Tuesday, January 19, 2010

Jobless "recovery"

Now that the senatorial election in Massachusetts has tossed Obama's lame-ass health care bill into the toilet, nothing will help the Democrats but some aggressive action against the bankers. How can that be done, considering that Wall Street is a major funder of candidates of both parties?

Beats me. Frankly, I see the plutocracy remaining firmly in control. As you may have noticed, I tend to be bearish on America.

Shit.

Here's why the recovery is jobless:
  1. Productivity — When employers figure out that they can get more work out of decreasing numbers of desperate workers, that's exactly what they do. In case you haven't noticed, that's exactly what they're doing now. Why hire more?
  2. Low Interest Rates — The low rates now being maintained by the Fed are supposedly going to make it easier for businesses to borrow, expand, and hire more workers. Nope, not quite. Low interest rates make it easier for businesses to afford the machines that replace workers. Why spend money on some smelly, angry guy who wants health insurance when you can have a machine that demands nothing?
  3. That Whole Globalization Thing — Maybe you can train an out-of-work factory worker to be a telephone customer service representative, but cost-benefit analysis still will send the business to Mumbai or Calcutta. The whole argument that better education will improve the American economy is crap, because, whatever it is, we can't do it for less then they can.
So where do the jobs come from in this "recovery?" Beats me — and if the jobs are scarce and pay minimum wage, who has money to buy the services (we can pretty much forget about goods, except for export) the alleged recovery will produce? The Chinese? Maybe we could retrain unemployed Midwest factory workers to speak Chinese, so they can work the telephones for Chinese collection agencies.

Nah. The Indians will get those jobs.

So what is a cafe au lait president who promised change and so far has delivered just more and more of the same to do?

Me, I'd start by firing Larry Summers, Tim Geithner, and anybody else who ever was attached to Robert Rubin's teats. I'd replace Summers with Joseph Stiglitz. As for Treasury, Paul O'Neill would be a pretty amusing choice, and could help Our President continue his idiotic pretense of seeking bipartisanship.

Frankly, I don't think the Democrats have the guts to enact health care reform via reconciliation, so unless one of those oddball Republican women from Maine crosses over to the "dark" side, health care reform is as good as dead. All that's left to rescue Democratic candidates in 2011 is a really hard, stinging slap at Big Finance — accompanied by a lot of rhetoric about Republicans sucking Wall Street's balls. Since the Republicans will be sucking Wall Street's balls, the only obstruction to using this approach will be the difficulty Democrats will have disentangling Wall Street's balls from their own tonsils.

If you're looking for work — good luck. If you need health care and don't have insurance — good luck. What the hell — if you're living in contemporary America, good luck! You'll need it.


*What needs to be done:*
Go through the lines below and copy any that hold the string "lower".

+ + + + + + +

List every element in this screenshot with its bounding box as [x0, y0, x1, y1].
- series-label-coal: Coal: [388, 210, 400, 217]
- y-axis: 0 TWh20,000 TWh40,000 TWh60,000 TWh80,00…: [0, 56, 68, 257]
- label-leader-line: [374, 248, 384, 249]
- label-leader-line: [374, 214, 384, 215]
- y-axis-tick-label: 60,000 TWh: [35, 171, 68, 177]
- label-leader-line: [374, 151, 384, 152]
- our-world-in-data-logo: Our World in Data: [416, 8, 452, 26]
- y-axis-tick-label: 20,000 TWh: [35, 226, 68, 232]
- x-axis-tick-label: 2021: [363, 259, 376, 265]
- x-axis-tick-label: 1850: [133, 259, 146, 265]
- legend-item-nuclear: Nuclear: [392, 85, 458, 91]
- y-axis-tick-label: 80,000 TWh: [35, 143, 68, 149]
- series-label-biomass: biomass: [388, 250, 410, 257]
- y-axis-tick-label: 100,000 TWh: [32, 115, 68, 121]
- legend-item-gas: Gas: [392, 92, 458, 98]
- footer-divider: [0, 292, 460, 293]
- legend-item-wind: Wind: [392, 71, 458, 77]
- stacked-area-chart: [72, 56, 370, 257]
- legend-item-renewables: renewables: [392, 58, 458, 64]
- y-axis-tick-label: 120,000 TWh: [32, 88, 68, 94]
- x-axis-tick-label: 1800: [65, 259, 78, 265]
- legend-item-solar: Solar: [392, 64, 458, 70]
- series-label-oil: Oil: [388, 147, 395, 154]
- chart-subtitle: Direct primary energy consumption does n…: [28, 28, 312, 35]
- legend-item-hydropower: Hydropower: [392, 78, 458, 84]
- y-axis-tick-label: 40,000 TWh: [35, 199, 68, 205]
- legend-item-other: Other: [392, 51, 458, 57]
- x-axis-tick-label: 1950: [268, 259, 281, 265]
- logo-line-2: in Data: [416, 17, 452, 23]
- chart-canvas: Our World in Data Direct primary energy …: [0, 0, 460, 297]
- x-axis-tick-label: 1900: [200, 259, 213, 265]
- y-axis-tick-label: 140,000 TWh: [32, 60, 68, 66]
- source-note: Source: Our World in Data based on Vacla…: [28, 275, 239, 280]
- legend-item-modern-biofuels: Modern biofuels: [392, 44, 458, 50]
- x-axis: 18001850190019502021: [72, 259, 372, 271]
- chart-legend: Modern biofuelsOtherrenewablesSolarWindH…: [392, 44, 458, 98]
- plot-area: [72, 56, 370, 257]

+ + + + + + +

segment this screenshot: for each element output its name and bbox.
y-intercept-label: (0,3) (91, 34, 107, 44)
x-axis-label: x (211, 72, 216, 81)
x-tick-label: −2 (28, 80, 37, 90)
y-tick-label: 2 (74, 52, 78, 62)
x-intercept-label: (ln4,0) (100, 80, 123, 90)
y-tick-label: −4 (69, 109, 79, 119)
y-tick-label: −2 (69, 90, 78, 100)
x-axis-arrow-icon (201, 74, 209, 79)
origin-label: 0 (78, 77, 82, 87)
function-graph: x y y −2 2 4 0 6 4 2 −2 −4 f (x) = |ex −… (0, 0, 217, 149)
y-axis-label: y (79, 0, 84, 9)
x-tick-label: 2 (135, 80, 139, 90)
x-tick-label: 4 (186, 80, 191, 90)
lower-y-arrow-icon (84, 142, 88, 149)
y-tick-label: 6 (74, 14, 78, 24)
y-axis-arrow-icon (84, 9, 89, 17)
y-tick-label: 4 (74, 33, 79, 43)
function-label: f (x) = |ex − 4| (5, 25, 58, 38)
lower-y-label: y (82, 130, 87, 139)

+ + + + + + +

*Task solution:*
lower-y-arrow-icon (84, 142, 88, 149)
lower-y-label: y (82, 130, 87, 139)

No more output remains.